Had anything happened, they wondered. They were frightened and uneasy. The house seemed to be filled with a mysterious silence.

Their host did not come back to them that afternoon, but retiring to their rooms they put on their prettiest frocks to do honor to his dinner, where he joined them at seven o’clock, looking a little pale and worried, they thought.

CHAPTER V.—AN INCIDENT OF THE ROAD.

“Sevenoaks” was the name of Mr. Moore’s great farm, which covered acres and acres of fertile plain; called so because of seven great oak trees which shaded the circular drive girdling the front lawn. They were fine old trees, and much care had been taken to preserve them in order to preserve the significance of the name.

“If I were Evelyn,” Nancy was thinking, as she stood next morning on the piazza scanning the storm-washed landscape now fast drying under the heat of the sun, “I should think it would be rather nice to be mistress of this beautiful place.”

But Evelyn’s name had not been mentioned again, and the name of the aviator also had never been introduced. The girls had waited, hoping there might be some explanation, but there was none, and they did not care to be accused of another act of curiosity.

What he could have been doing in that house, where he came from out of the storm and whither he went, they could not even guess. It was like a dream, a sudden vision flashed before them in the lightning and then gone.

They had been driven over the farm that morning by the master himself; had seen, with the other fine horses, Pocohontas pawing the ground with her small forefoot, while a groom rubbed her smooth, satin coat with a piece of chamois. And now the Comet stood under the center tree of the seven oaks, waiting to carry them on their journey.

One Japanese servant was strapping on the suit cases in the back while the other was storing a hamper of lunch and a box of provisions in the motor.

While Billie was waiting for the others to settle themselves in the motor, Daniel Moore handed her a letter.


Exercise instructions → Wherever the line that contains "Locate an element on the screen. The" falls, repeat it and the lines after it exactly until the records end, without any pictures.

Dataset items
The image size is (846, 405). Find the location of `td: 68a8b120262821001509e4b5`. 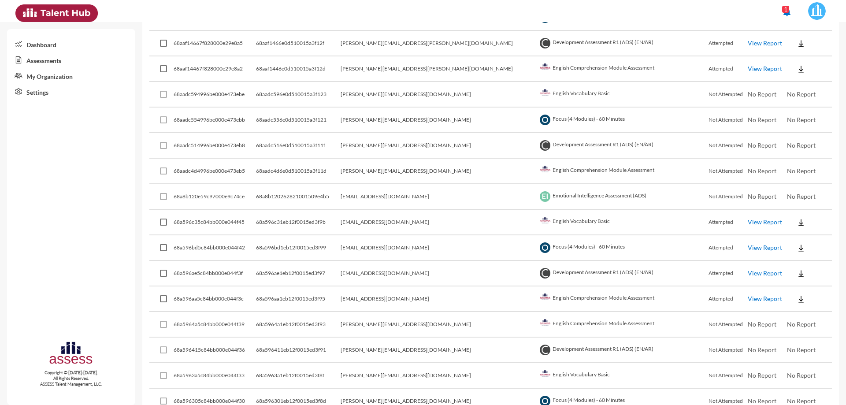

td: 68a8b120262821001509e4b5 is located at coordinates (298, 197).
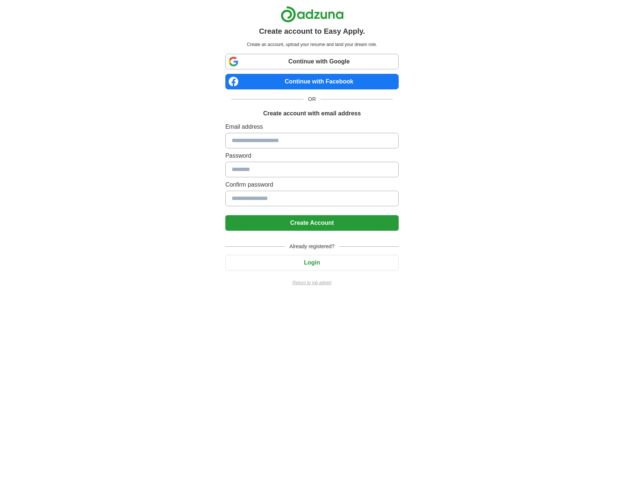 The width and height of the screenshot is (624, 486). What do you see at coordinates (312, 127) in the screenshot?
I see `label: Email address` at bounding box center [312, 127].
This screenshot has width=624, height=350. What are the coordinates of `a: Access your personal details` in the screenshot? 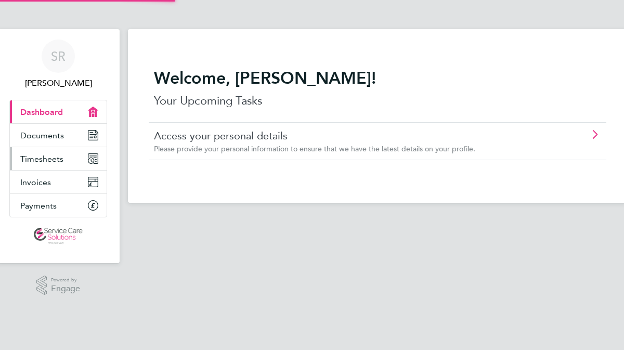 It's located at (348, 136).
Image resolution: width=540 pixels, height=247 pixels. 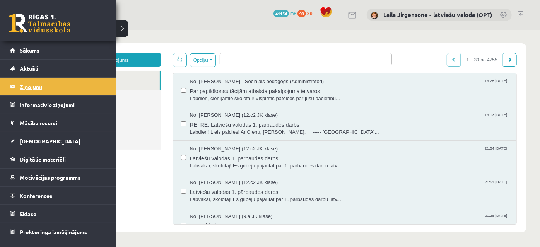 I want to click on a: Informatīvie ziņojumi, so click(x=58, y=105).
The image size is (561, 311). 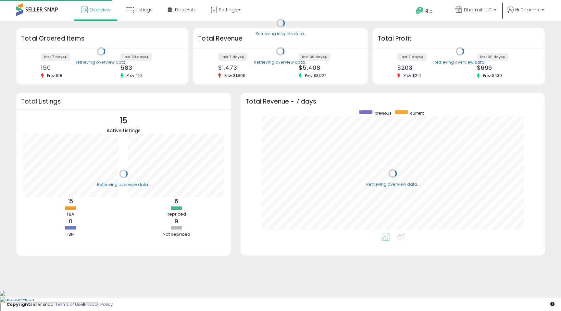 What do you see at coordinates (428, 11) in the screenshot?
I see `span: Help` at bounding box center [428, 11].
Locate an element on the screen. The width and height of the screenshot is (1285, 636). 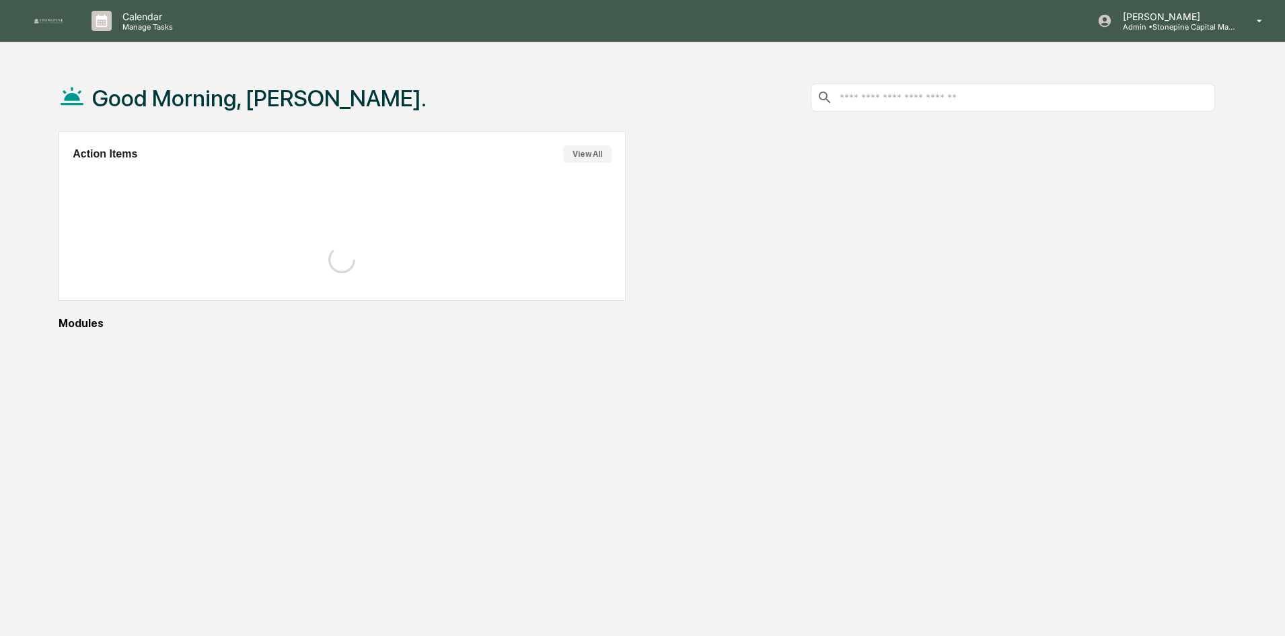
p: Manage Tasks is located at coordinates (145, 27).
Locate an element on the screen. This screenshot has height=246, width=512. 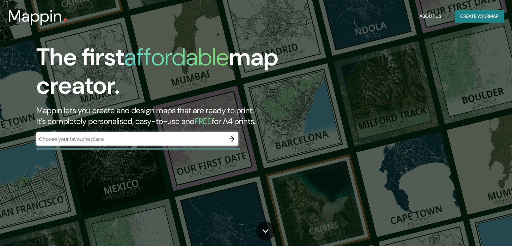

Written answer →
Locate an element on the screen. The width and height of the screenshot is (1285, 636). 
p: Manage Tasks is located at coordinates (145, 27).
Locate an element on the screen. This screenshot has height=246, width=512. 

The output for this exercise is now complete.